From grimoire
Compose or analyze music with multiple independent melodic voices using species counterpoint principles from Fux, Schoenberg, and Jeppesen.
How this skill is triggered — by the user, by Claude, or both
Slash command
/grimoire:apply-counterpoint-principlesThe summary Claude sees in its skill listing — used to decide when to auto-load this skill
Compose independent melodic voices that work together harmonically while maintaining their individual melodic integrity using species counterpoint principles.
Compose independent melodic voices that work together harmonically while maintaining their individual melodic integrity using species counterpoint principles.
Adopted by: Fux's species counterpoint (1725) is the foundational training method used at every major conservatory for 300 years; required study in all music theory curricula at Juilliard, Curtis, Royal Academy of Music, and Berklee; Bach's two-part inventions are the pedagogical gold standard for applied counterpoint. Impact: Counterpoint training measurably improves composers' ability to manage multiple independent voices; composers trained in counterpoint score higher on melodic independence metrics; historical evidence shows that Western music's most enduring works (Bach, Mozart, Beethoven) are built on contrapuntal principles. Why best: Counterpoint is the systematic study of how independent voices interact — it provides explicit rules for when voices create consonance vs. dissonance and how to move between them, giving composers precise control over harmonic tension.
Sources: Fux "Gradus ad Parnassum" (1725); Jeppesen "Counterpoint: The Polyphonic Vocal Style of the Sixteenth Century" (1939); Schoenberg "Preliminary Exercises in Counterpoint" (1963); Aldwell & Schachter "Harmony and Voice Leading" 4th ed. (2011).
Establish the cantus firmus (CF) — the CF is the fixed, pre-existing melody against which the counterpoint is written. It should be: predominantly stepwise, have one climax, and end with a stepwise approach to the final. Write it first before adding counterpoint voices.
Classify intervals as consonant or dissonant — Perfect consonances: unisons, 5ths, octaves. Imperfect consonances: 3rds, 6ths. Dissonances: 2nds, 4ths (above the bass), 7ths, all augmented and diminished intervals. On strong beats, consonance is required in strict species counterpoint.
Apply First Species rules (note-against-note) — one note in the counterpoint for every note in the CF. Rules: begin and end on a perfect consonance; use only consonant intervals; avoid parallel 5ths and parallel octaves; prefer contrary and oblique motion; use imperfect consonances (3rds and 6ths) for most of the exercise.
Apply Second Species rules (2:1 ratio) — two notes of counterpoint for each CF note.
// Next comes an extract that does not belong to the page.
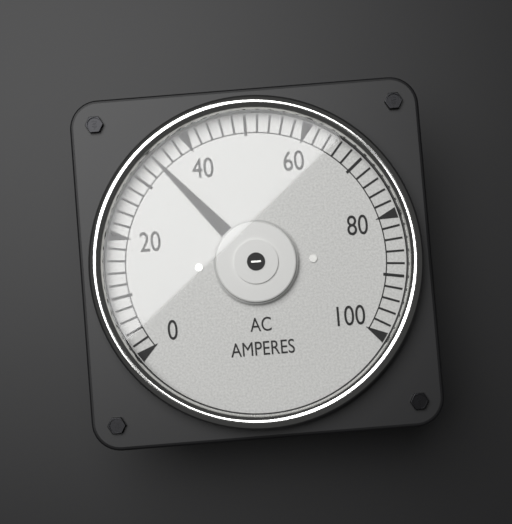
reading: 34 A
The first note (on the beat) must be consonant; the second (off the beat) may be a passing tone (connects two consonances by step) or another consonance. Avoid parallel 5ths or octaves between consecutive strong beats.
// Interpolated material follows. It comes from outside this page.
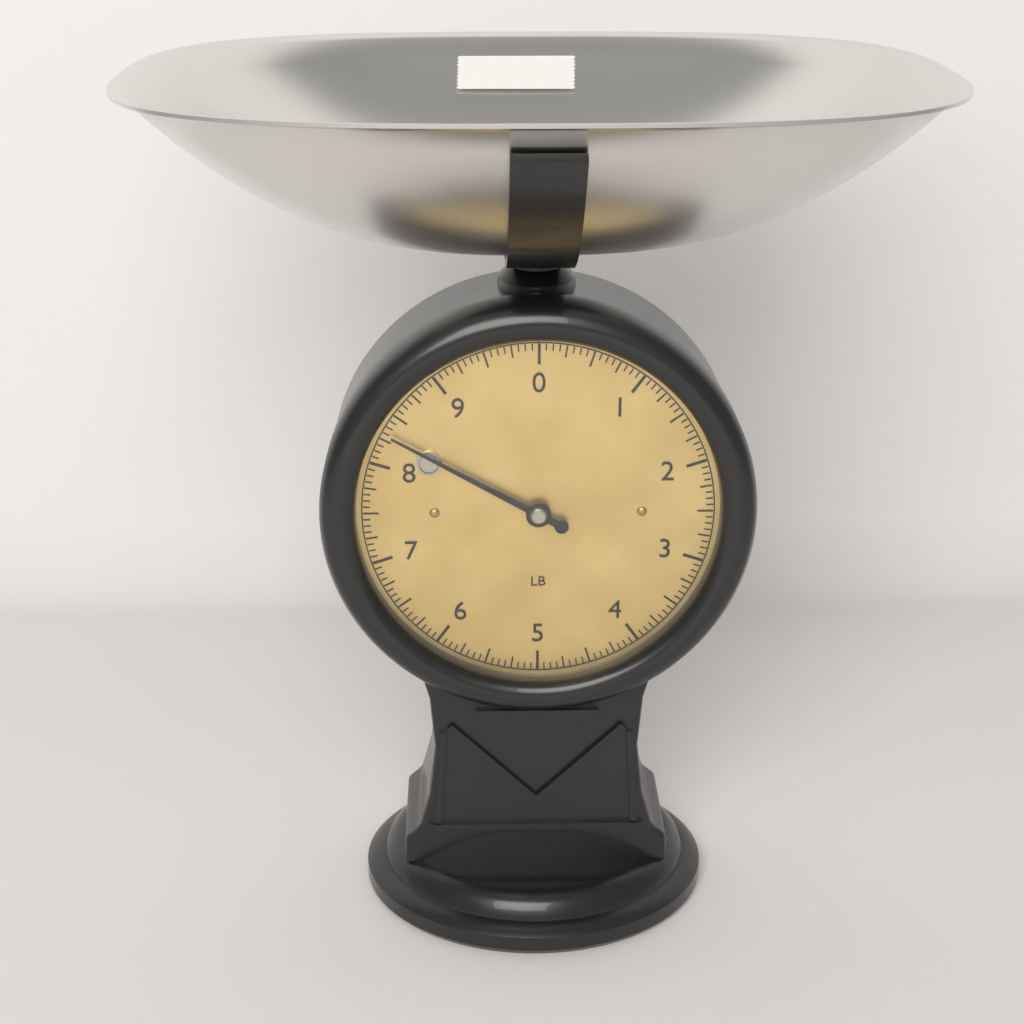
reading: 8.3125 lb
Apply Third Species rules (4:1 ratio) — four notes of counterpoint for each CF note. Introduces more non-chord tones: passing tones, neighbor tones, cambiata (changing note figure). The beat note must be consonant; other positions allow dissonances if properly resolved. Avoid the 7th scale degree on the beat against the 1st scale degree in the CF (creates a tritone).
Apply Fourth Species rules (suspensions) — half notes tied across the barline create suspensions. A suspension is prepared as a consonance, held across the strong beat as a dissonance, then resolved downward by step. Standard suspensions: 7–6, 4–3, 9–8, 2–3 (bass). The resolution must move by step in the voice that moves.
Apply Fifth Species (florid counterpoint) — freely combine techniques from all species: mix note values, suspensions, passing tones, and neighbor tones. This is the culmination of species training and most closely resembles actual vocal counterpoint (Palestrina, Bach).
Manage voice independence — counterpoint's defining characteristic is that each voice sounds like a real melody on its own. Avoid: voice crossing (lower voice goes above higher voice), voice overlap (a voice moves past the previous position of the other voice), and similar motion into a perfect consonance (hidden 5ths/octaves).
Apply melodic rules to each voice — each individual voice must follow melodic principles: mostly stepwise motion, avoid augmented intervals melodically, approach and leave leaps smoothly, single climax, no large leaps consecutively in the same direction.
Analyze and revise — play each voice separately to verify melodic independence; play together to verify harmonic consonance. Identify and resolve any forbidden parallels, voice crossings, or unresolved dissonances. In free counterpoint (after species training), rules become guidelines — understand why each rule exists before breaking it.